• [REQUIRED WORK]: From the entries below, return exactly the lines beginning at the one that contains "This screenshot has width=868, height=596." and ending at the one that contains "This screenshot has height=338, width=644.", both of them included, and only those lines.

• [EXTRACTED INFORMATION]:
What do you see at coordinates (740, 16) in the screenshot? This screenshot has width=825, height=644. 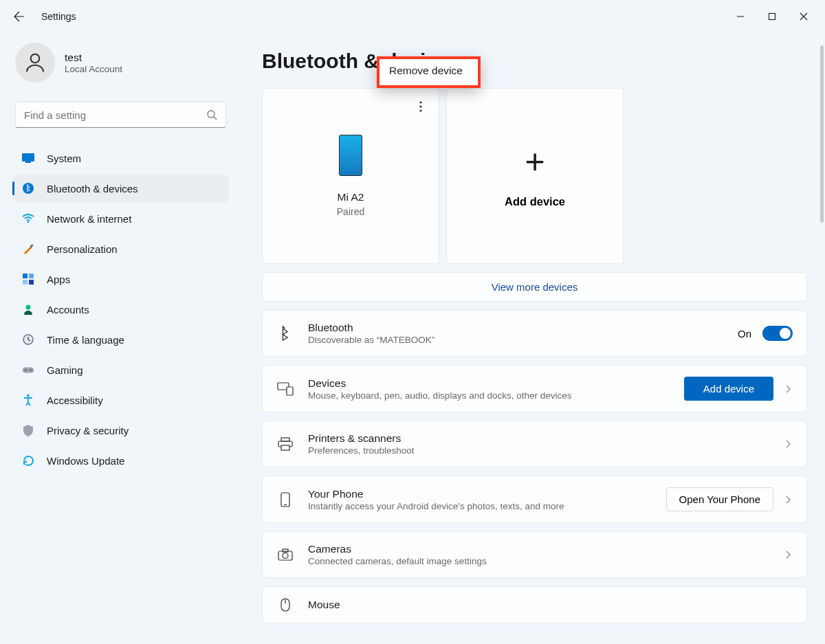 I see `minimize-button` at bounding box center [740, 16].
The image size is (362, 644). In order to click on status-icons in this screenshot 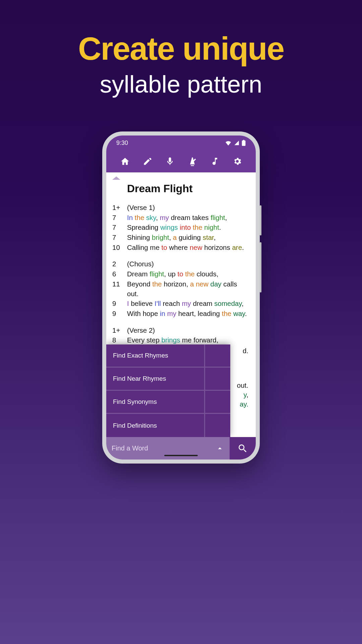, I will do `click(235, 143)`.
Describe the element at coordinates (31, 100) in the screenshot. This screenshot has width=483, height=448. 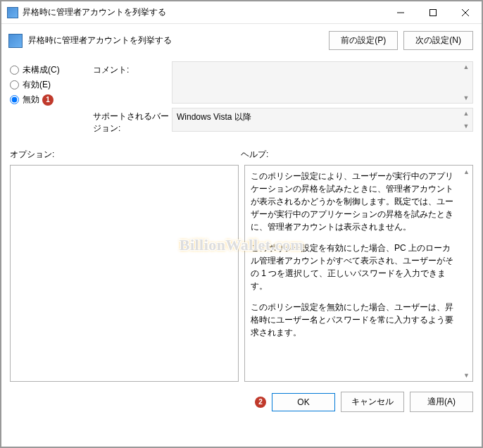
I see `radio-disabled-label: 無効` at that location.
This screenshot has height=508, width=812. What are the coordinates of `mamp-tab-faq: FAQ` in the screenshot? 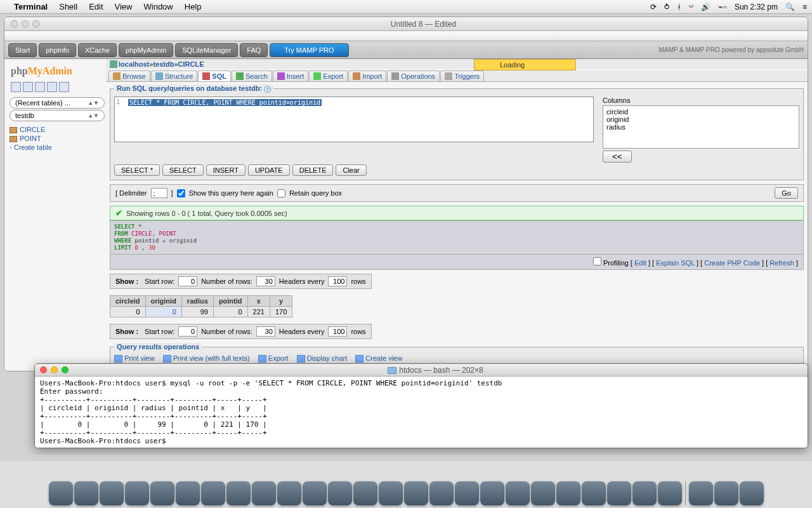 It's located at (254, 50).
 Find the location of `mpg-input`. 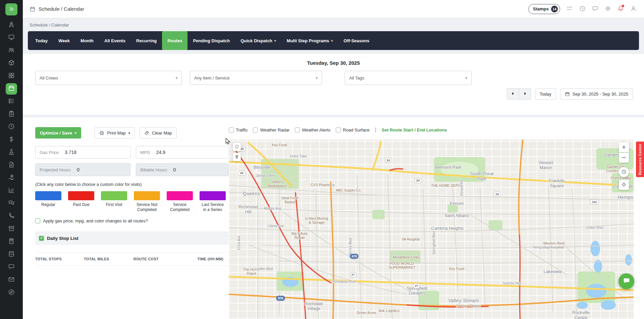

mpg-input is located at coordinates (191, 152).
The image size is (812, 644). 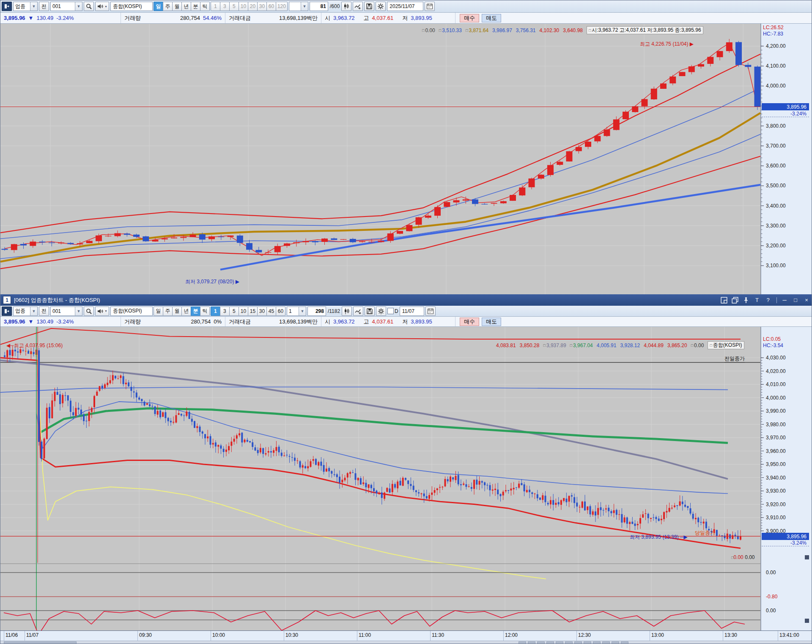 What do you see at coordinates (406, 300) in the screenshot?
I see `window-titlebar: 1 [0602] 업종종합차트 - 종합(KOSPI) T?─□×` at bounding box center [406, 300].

* * *

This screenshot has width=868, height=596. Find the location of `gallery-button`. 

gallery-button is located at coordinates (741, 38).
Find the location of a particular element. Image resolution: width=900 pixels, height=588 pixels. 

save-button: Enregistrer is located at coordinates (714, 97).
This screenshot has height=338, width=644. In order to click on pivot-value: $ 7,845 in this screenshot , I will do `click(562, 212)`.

• [WRITTEN RESPONSE]:
This screenshot has width=868, height=596. Find the location of `gallery-button`. 

gallery-button is located at coordinates (741, 38).
Find the location of a particular element. Image resolution: width=900 pixels, height=588 pixels. 

save-button: Enregistrer is located at coordinates (714, 97).
This screenshot has height=338, width=644. In order to click on pivot-value: $ 7,845 in this screenshot , I will do `click(562, 212)`.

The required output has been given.